<aside> 🌐 https://ghostscript.com/r/Resolution-Independent-Clist

</aside>

[Probably already out of date. Ken and Chris have both expressed the opinion that we should be working at the device level, so that's what I'm trialing.]

Resolution Independent Clist

The what now?

The current clist is device-dependent; most particularly, it is resolution dependent, but also bakes in other things like colorspace etc. As such we can’t interpret the page once, and then rerender it multiple times unless we just want exact carbon copies of it.

This has been identified as something that we’d like Ghostscript to be able to do?

We should probably refer to this as the “High level clist” or “Device independent clist”, as that better captures what we need from it.

Why?

Well, the simplest example is panning and zooming within viewers.

The Display device currently has a mode where it can rerender different regions of a page repeatedly. For this, it uses a clist. It is limited to not being able to change the zoom, however. For that, we’d need resolution independence.

Also, previews - some printers might want to display a ‘preview’ of a page on a screen before printing it. This would require colorspace independence.

While it can be accomplished with the current clist, rendering a large page using ‘tiles’ is sometimes of value.

[Any other examples gratefully received.]

Discussion on this subject

A lot of the ideas on this page spring from a discussion on #artifex. Logs can be found here: https://ghostscript.com/privateirclogs/2020/09/07.html starting at 13:52:02. I’ve attempted to distill the ideas expressed here. Any mistakes are my own, etc.

How to implement this?

My initial thought was that there were several ways to go about coding this:

1 Implement a new displaylist device. 1 Work in the same way as the current clist. 1 Reimplement something akin to the clist using subclassing.

1 Implement a new displaylist device

This is akin to the way MuPDF works; there we create the device, run to it, and we are left with a display list object. We can then run that display list object back to a different device to get the output we actually want.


== WORK REQUIRED ==
Every line below that holds the word "Southeast" must be listed.

== DATA FOR THIS EXERCISE ==
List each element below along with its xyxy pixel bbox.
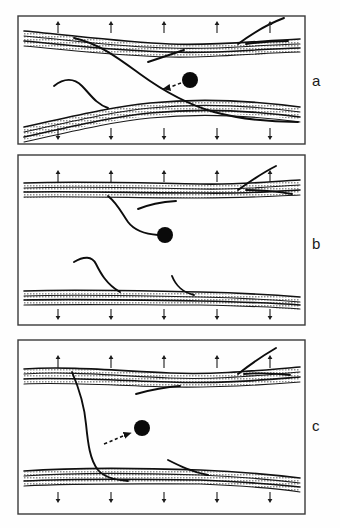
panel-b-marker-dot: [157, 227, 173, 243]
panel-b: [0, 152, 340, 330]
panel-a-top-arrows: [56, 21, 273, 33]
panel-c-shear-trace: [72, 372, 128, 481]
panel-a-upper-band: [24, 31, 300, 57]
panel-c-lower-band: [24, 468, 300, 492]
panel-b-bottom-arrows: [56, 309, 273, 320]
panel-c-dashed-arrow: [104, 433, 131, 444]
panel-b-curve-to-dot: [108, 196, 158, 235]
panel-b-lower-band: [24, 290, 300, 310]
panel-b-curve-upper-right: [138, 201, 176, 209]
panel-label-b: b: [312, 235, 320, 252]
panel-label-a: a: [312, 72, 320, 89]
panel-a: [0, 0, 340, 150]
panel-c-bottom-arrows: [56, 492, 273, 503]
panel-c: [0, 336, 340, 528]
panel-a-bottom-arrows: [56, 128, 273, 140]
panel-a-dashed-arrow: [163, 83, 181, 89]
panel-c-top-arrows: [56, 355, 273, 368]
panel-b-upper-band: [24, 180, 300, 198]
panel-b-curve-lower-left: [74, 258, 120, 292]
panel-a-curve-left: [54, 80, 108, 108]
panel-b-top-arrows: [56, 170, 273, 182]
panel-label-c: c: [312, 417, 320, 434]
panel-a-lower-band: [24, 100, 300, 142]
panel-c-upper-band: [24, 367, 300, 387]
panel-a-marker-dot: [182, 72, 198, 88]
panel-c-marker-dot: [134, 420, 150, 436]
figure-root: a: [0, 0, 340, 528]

==

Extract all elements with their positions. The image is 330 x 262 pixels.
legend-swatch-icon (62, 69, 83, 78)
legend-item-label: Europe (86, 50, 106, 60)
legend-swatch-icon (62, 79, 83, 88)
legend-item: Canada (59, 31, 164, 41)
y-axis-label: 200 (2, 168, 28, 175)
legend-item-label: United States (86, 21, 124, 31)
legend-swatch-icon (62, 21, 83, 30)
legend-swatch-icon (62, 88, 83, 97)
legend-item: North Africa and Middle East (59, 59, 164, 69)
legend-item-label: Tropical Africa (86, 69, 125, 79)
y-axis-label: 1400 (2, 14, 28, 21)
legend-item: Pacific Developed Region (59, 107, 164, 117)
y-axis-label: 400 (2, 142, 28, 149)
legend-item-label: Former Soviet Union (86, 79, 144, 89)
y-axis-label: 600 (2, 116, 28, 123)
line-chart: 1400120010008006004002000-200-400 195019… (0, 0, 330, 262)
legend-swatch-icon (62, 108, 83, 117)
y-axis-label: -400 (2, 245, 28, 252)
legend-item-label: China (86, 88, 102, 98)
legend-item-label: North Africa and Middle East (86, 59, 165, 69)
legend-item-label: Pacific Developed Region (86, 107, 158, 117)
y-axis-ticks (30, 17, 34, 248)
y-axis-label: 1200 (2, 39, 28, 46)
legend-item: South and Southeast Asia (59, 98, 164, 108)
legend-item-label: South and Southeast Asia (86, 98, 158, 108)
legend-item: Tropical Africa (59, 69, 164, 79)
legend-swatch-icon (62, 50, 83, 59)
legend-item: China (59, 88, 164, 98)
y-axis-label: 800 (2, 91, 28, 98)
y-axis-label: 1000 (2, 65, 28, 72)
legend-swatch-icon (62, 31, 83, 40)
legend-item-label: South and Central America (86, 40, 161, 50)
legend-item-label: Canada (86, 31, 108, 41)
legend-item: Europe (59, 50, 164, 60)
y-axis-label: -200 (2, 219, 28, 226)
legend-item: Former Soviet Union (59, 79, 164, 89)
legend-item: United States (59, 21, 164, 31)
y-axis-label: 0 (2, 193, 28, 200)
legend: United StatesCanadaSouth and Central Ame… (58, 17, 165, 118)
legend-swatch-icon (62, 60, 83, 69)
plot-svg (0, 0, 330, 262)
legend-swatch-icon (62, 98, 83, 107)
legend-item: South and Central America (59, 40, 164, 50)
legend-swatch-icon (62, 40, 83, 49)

== RESPONSE FOR THIS EXERCISE ==
legend-item: South and Southeast Asia (59, 98, 164, 108)
legend-item-label: South and Southeast Asia (86, 98, 158, 108)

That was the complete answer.